A month later, I got a letter from the BOE telling me my vote “could not be counted.” There was a photocopy of my affidavit attached, stamped “INVALID.” I was apoplectic. Despite my being a registered Democrat in New York for over 15 years, that tiny, easy-to-miss “Party enrollment” line I’d skipped was enough to disqualify me from voting. That blank space was circled with a pen. The section I had filled out, “Political Party,” only indicated what party I’d like to be registered with for the next election. Over a hundred voters in the Queens DA race had their affidavits invalidated for the same reason.

I felt violated when I got that letter. I had spent weeks researching my candidates. It was a massive state primary comprised of nearly 10 high-powered races, including those for governor, lieutenant governor, attorney general, state senator, assembly member and civil court judges. Even if none of my candidates won, it felt good to participate in a complex primary that had so many important issues at stake, and to have done the homework I normally would have neglected. Now it felt like I’d been told to vote, voted, and was disqualified because the BOE hadn’t said “Simon Says.”

Before handing my affidavit over, I had asked a poll worker to make sure I’d filled it in correctly. She said I had. I trusted her.

“New York state does not have the strongest reputation in the election administration community,” said Paul Gronke, an election expert and political science professor, in an interview with Gothamist. “I am not surprised to learn that many voters received bad directions — likely from poll workers due to inadequate training — about provisional voting.”

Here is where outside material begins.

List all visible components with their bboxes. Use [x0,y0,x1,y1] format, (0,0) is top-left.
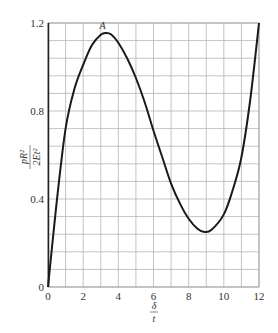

The BOE could have easily checked my state records to confirm that I was a registered Democrat. A blank line on a form should not have disqualified me. Though I had partly blamed myself for missing that line, the reporting on the Queens DA race reassured me that I was not alone. Many others did the same, possibly in the hundreds, resulting in their rights being quashed. It’s this brand of all-or-nothing bureaucracy that fuels voter suppression. A government stickler can claim that you missed a spot on a poorly designed form, even though everything else in your submission is verifiable and well intended. 

Most people who are forced to fill out provisional ballots have never done so before and confusion is commonplace. And, according to election analysts, people filling out these affidavits tend to be newer voters, or at least new to their districts, which means they’re on the younger side and less inclined to vote for long-term incumbents or party insiders. It’s not hard to see how the BOE’s mass discarding of affidavits has led to cries of unfairness from supporters of Cabán, a public defender who ran on a platform of drastic criminal justice reform.

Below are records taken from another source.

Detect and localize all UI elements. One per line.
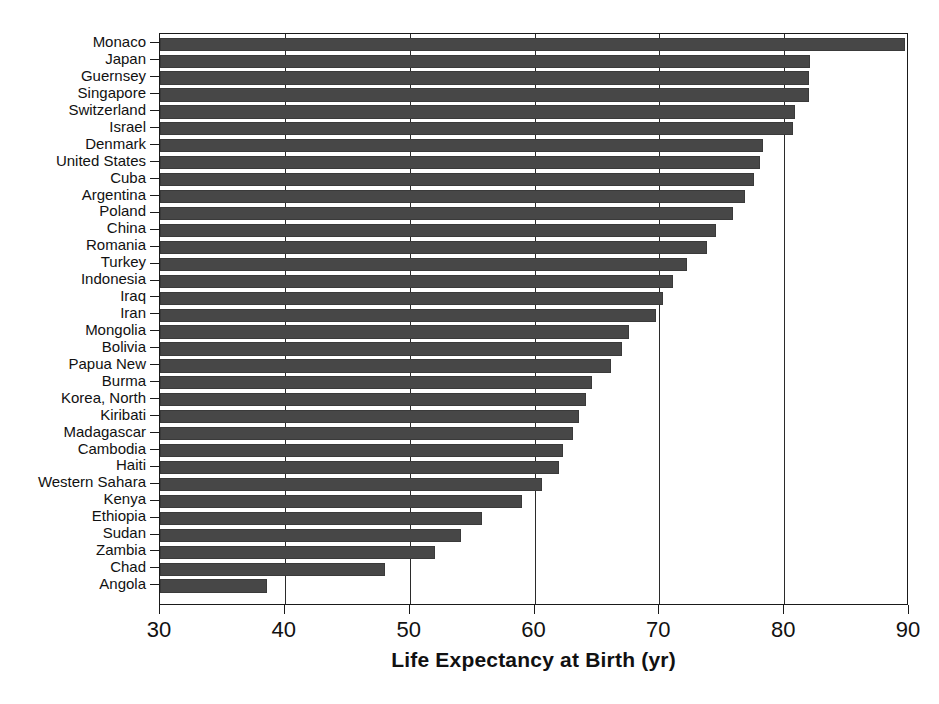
y-axis-tick <box>150 483 159 484</box>
bar <box>160 38 905 51</box>
y-axis-tick <box>150 500 159 501</box>
y-axis-label: Papua New <box>68 355 146 374</box>
bar <box>160 376 592 389</box>
y-axis-label: Zambia <box>96 541 146 560</box>
x-axis-tick-label-30: 30 <box>147 617 171 643</box>
y-axis-label: China <box>107 219 146 238</box>
y-axis-label: Burma <box>102 372 146 391</box>
bar <box>160 478 542 491</box>
x-axis-tick-30 <box>159 605 160 614</box>
y-axis-tick <box>150 534 159 535</box>
bar <box>160 156 760 169</box>
bar-row <box>160 238 907 255</box>
x-axis-tick-label-80: 80 <box>771 617 795 643</box>
bar-row <box>160 323 907 340</box>
bar-row <box>160 424 907 441</box>
x-axis-tick-50 <box>409 605 410 614</box>
bar-row <box>160 103 907 120</box>
y-axis-tick <box>150 364 159 365</box>
bar <box>160 410 579 423</box>
bar <box>160 393 586 406</box>
y-axis-tick <box>150 76 159 77</box>
y-axis-tick <box>150 398 159 399</box>
x-axis-tick-70 <box>658 605 659 614</box>
y-axis-tick <box>150 567 159 568</box>
bar-row <box>160 170 907 187</box>
y-axis-label: Ethiopia <box>92 507 146 526</box>
bar-row <box>160 374 907 391</box>
bar <box>160 88 809 101</box>
bar <box>160 427 573 440</box>
y-axis-tick <box>150 296 159 297</box>
bar <box>160 105 795 118</box>
bar <box>160 275 673 288</box>
bar <box>160 139 763 152</box>
bar-row <box>160 560 907 577</box>
bar-row <box>160 391 907 408</box>
y-axis-tick <box>150 466 159 467</box>
plot-area <box>159 33 908 605</box>
y-axis-label: Japan <box>105 50 146 69</box>
bar-row <box>160 52 907 69</box>
bar <box>160 325 629 338</box>
bar-row <box>160 69 907 86</box>
figure-container: MonacoJapanGuernseySingaporeSwitzerlandI… <box>0 0 939 704</box>
bar <box>160 461 559 474</box>
y-axis-label: Israel <box>109 118 146 137</box>
y-axis-label: Iran <box>120 304 146 323</box>
bar-row <box>160 509 907 526</box>
bar-row <box>160 35 907 52</box>
x-axis-tick-label-50: 50 <box>396 617 420 643</box>
y-axis-label: Turkey <box>101 253 146 272</box>
bar <box>160 309 656 322</box>
bar <box>160 55 810 68</box>
bar <box>160 258 687 271</box>
x-axis-tick-60 <box>534 605 535 614</box>
bar <box>160 173 754 186</box>
bar-row <box>160 272 907 289</box>
bar <box>160 122 793 135</box>
bar-row <box>160 154 907 171</box>
bar-series <box>160 34 907 604</box>
y-axis-label: Monaco <box>93 33 146 52</box>
bar <box>160 241 707 254</box>
bar <box>160 292 663 305</box>
y-axis-tick <box>150 263 159 264</box>
bar <box>160 190 745 203</box>
bar-row <box>160 289 907 306</box>
x-axis-tick-label-60: 60 <box>521 617 545 643</box>
y-axis-tick <box>150 280 159 281</box>
y-axis-label: Kiribati <box>100 406 146 425</box>
bar <box>160 224 716 237</box>
y-axis-label: Iraq <box>120 287 146 306</box>
y-axis-label: Mongolia <box>85 321 146 340</box>
x-axis-tick-labels: 30405060708090 <box>159 617 908 643</box>
y-axis-label: Bolivia <box>102 338 146 357</box>
y-axis-tick <box>150 246 159 247</box>
bar-row <box>160 475 907 492</box>
bar-row <box>160 408 907 425</box>
bar <box>160 359 611 372</box>
bar-row <box>160 357 907 374</box>
x-axis-tick-90 <box>908 605 909 614</box>
y-axis-label: Angola <box>99 575 146 594</box>
bar-row <box>160 543 907 560</box>
bar <box>160 71 809 84</box>
bar <box>160 529 461 542</box>
y-axis-tick <box>150 178 159 179</box>
x-axis-tick-80 <box>783 605 784 614</box>
y-axis-label: Western Sahara <box>38 473 146 492</box>
y-axis-label: Argentina <box>82 186 146 205</box>
y-axis-label: Poland <box>99 202 146 221</box>
y-axis-label: Chad <box>110 558 146 577</box>
y-axis-tick <box>150 517 159 518</box>
y-axis-label: Cambodia <box>78 440 146 459</box>
x-axis-tick-40 <box>284 605 285 614</box>
y-axis-tick <box>150 313 159 314</box>
y-axis-tick <box>150 415 159 416</box>
bar-row <box>160 255 907 272</box>
y-axis-tick <box>150 59 159 60</box>
y-axis-tick <box>150 144 159 145</box>
y-axis-label: Haiti <box>116 456 146 475</box>
y-axis-labels: MonacoJapanGuernseySingaporeSwitzerlandI… <box>0 33 159 605</box>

The Queens Supreme Court has agreed to a judge-supervised reassessment of all 2,300 discarded affidavit ballots in the DA race. Each affidavit will be checked, and a specially appointed Brooklyn judge will determine if missing a hard-to-see line is a good enough reason to throw out a vote. Whatever the court rules will be applied to all similar ballots. However, this affidavit recount will take place after the BOE completes its manual recount of the 91,000 machine-read votes, a procedure that may take weeks.

No matter who comes out on top in this race, Katz or Cabán, I hope the current media attention on affidavit voting will help put an end to the Board of Elections’ wholesale dumping of ballots that contain honest and easy-to-make mistakes. There must be more than one qualifying factor in determining a voter’s eligibility, and more than a single pair of tired eyes on a form that decides whether a citizen’s vote is worth honoring.